I picked up a cold last week. It’s been with me since about Tuesday. I thought I pretty well was getting it kicked. And, then Sarah’s family came to watch the OSU-Illinois game. I’m not a big football fan. But, I did enjoy watching the game despite the icy wind. Watching Beanie Wells jump an Illinois defender was definitely worth the price of admission (I was not fast enough with my camera and I don’t have a telephoto lens). But, the cold came back—with a vengeance. That put a damper on the 200 QSOs I hoped to contribute to the SMC total for SS Phone. I made about 60 this morning, mostly on 40 meters, and mostly thanks to nice blistering run on 7187 kHz. I was really weak on 20 meters. I’ll probably make some more contacts this evening before the contest ends.
Archive for November, 2008
Cold, Football, and SS Phone
November 16th, 2008Playing Pool: Implications for Engineering Education
November 4th, 2008As I have written before (in the old WordPress version of the blog which I will eventually import into the present one), I have spent about the last six months learning to play pool. This has been a fascinating experience. We have a player in our league who is almost always disruptive and socially a misfit. But, he’s a phenomenal shooter. He throws three sheets to the wind, takes absurdly low-probability shots, and makes them with frightening regularity. Why? I suspect it’s because he not only has the skill to make shots, he’s confident that it’s the right shot to take. In the Scientific American article The Expert Mind, Philip Ross quotes chess master José Raúl Capablanca as saying, “I see only one move ahead, but it is always the correct one.” This is also the root of the “don’t second-guess yourself” on standardized tests and the thesis of Malcolm Gladwell’s book Blink.
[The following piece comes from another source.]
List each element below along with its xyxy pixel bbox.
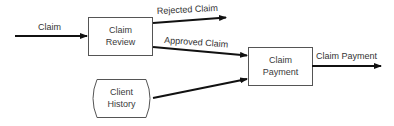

It would be hubris to suggest that confidence alone yields success (look no further than the White House for a counterexample). However, the combination of experience, analysis, and confidence, act in synergy to produce results. The challenge is to create an environment or a curriculum that prepares confident students without watering-down the process. Confidence in engineering education is not limited to simply being confident that you can solve a given homework problem. Confidence is understanding how you and your education fit into the engineering process.
Perhaps the most important take-home lesson for engineering educators is to subject yourself to humbling learning experiences from time-to-time. This would make all of us better teachers.